Graduate earnings are in line with similar institutions.
What graduates earn 10 years after enrollment.
Annual salary at 10 years
Lower quartile earnings
Upper quartile earnings
How graduate earnings grow in the decade after enrollment.
Texas Tech graduates demonstrate steady earnings growth from early to mid-career, with median earnings increasing from $52,588 six years after enrollment to $57,570 at eight years and $62,454 at ten years. This represents 18.8% growth between the six-year and ten-year marks, indicating consistent career advancement.
How outcomes compare to similar institutions.
Graduate earnings align with peer institutions — outcomes are in line with similar schools.
Financial justification for the investment.
Healthy debt burden. Most graduates can manage $21,500 in debt with typical earnings.
Median student debt of $21,500 places Texas Tech slightly above the peer median of $20,000, resulting in $1,500 higher borrowing than similar institutions. Debt ranges from $7,000 at the 25th percentile to $26,000 at the 75th percentile, indicating significant variation in borrowing patterns among graduates.
Texas Tech's return index ranks at the 76.6th percentile nationally, reflecting well above average performance in translating educational investment into career outcomes. Graduates earn $198 beyond expectations compared to students with similar backgrounds at other institutions, placing Texas Tech in the 56.9th percentile for earnings uplift.
Approximately 25.3% of Texas Tech graduates continue to graduate or professional study, with high confidence in this estimate based on program mix ana...
Program mix explains much of the earnings story.
Artificial Intelligence leads earnings outcomes at $91,795, followed by Banking and Financial Support Services at $83,160 and Mechanical Engineering at $81,351. These high-earning programs contrast with liberal arts fields like Psychology ($42,334) and Biology ($43,555), reflecting typical labor market patterns across disciplines.
The program diversity supports different career paths, from immediate high-earning technical roles to preparation for graduate study. Family and Consumer Sciences demonstrates exceptional value performance despite moderate earnings, ranking #2 nationally with strong debt-to-earnings ratios.
See which programs drive the strongest earnings and career trajectories
Earnings outcomes show meaningful variation, with the gap between the 25th percentile ($41,009) and 75th percentile ($91,778) representing a 2.2:1 ratio that reflects differences in program choice and career paths. Low-income graduates earn $60,200, demonstrating strong mobility potential for students from lower-income backgrounds.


● What to do
Write each entry again exactly as shown, but without the images it holds.
::::
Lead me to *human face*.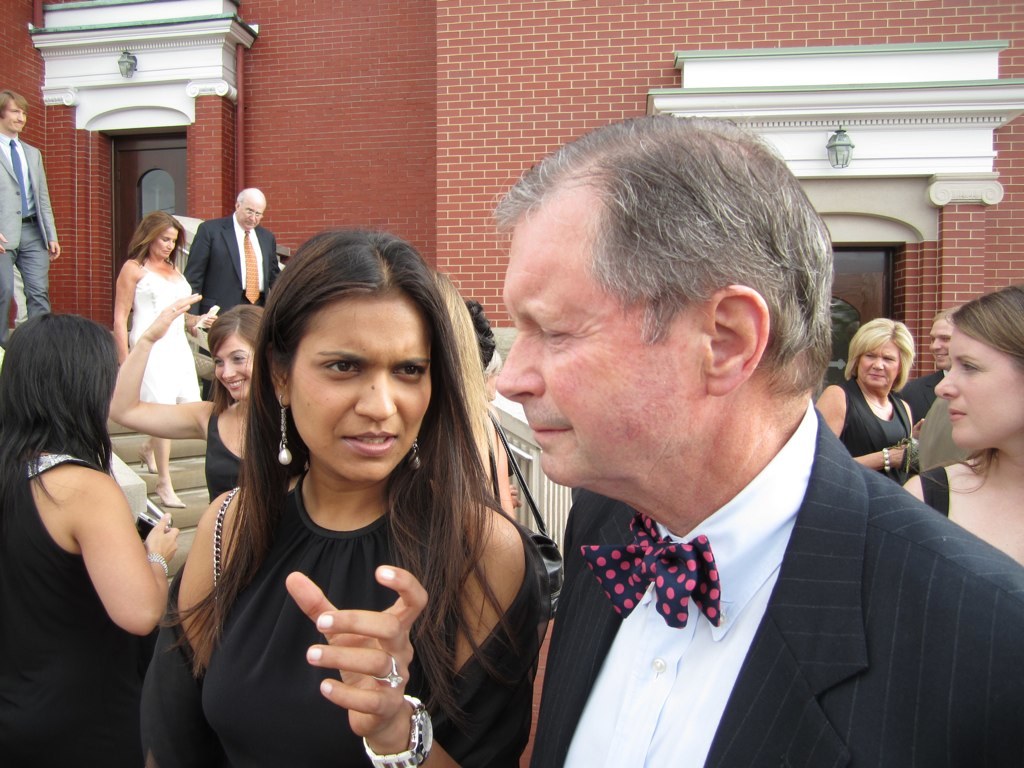
Lead to select_region(496, 205, 708, 486).
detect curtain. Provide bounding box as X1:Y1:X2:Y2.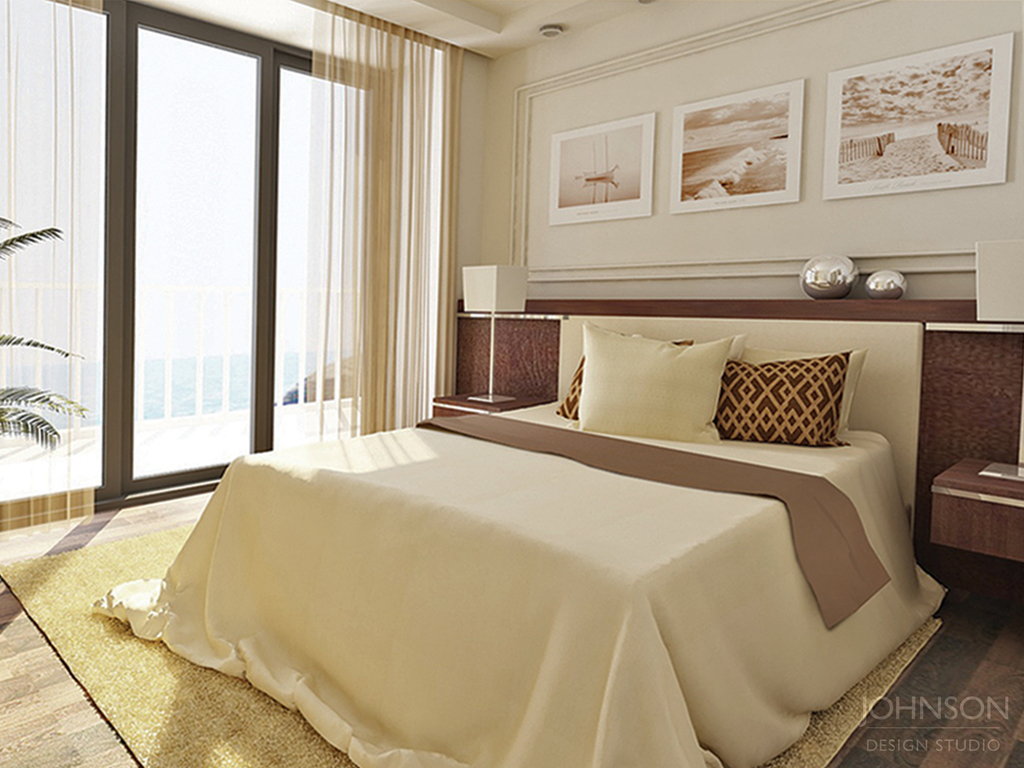
0:0:104:544.
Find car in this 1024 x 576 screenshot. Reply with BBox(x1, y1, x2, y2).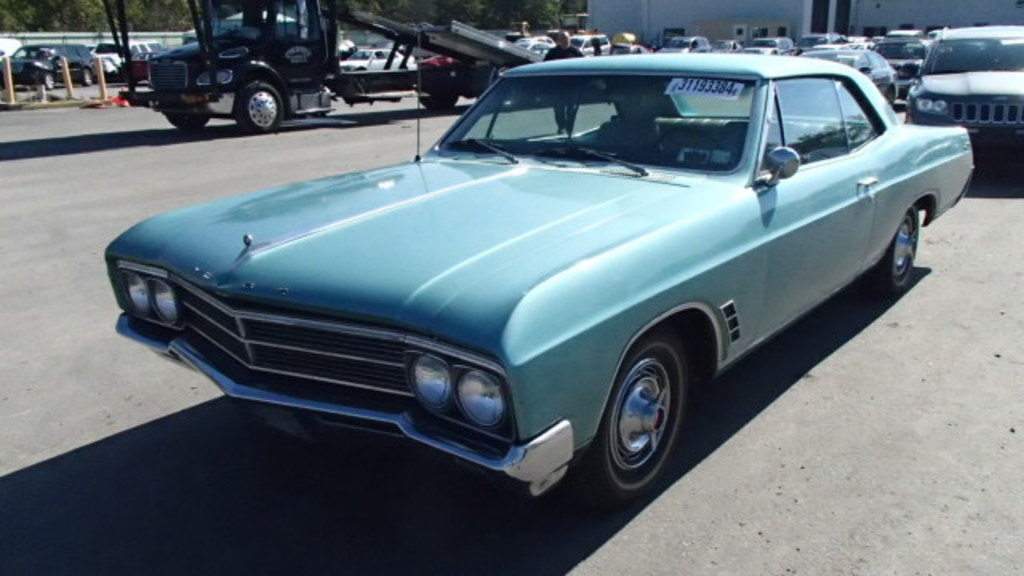
BBox(568, 30, 611, 56).
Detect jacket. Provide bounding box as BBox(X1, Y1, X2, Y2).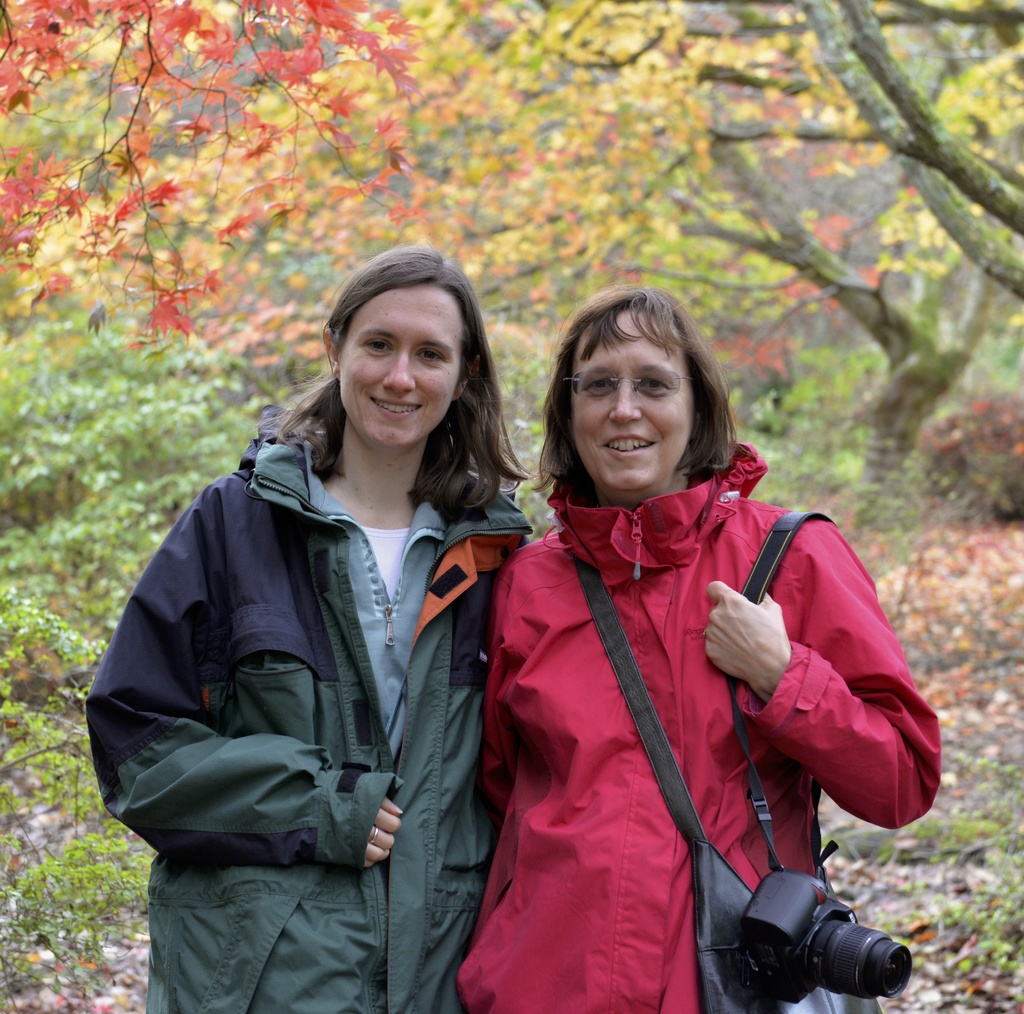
::::
● Solution to the exercise
Lead me to *human face*.
Lead to select_region(496, 205, 708, 486).
detect curtain. Provide bounding box as X1:Y1:X2:Y2.
0:0:104:544.
Find car in this 1024 x 576 screenshot. Reply with BBox(x1, y1, x2, y2).
BBox(568, 30, 611, 56).
Detect jacket. Provide bounding box as BBox(X1, Y1, X2, Y2).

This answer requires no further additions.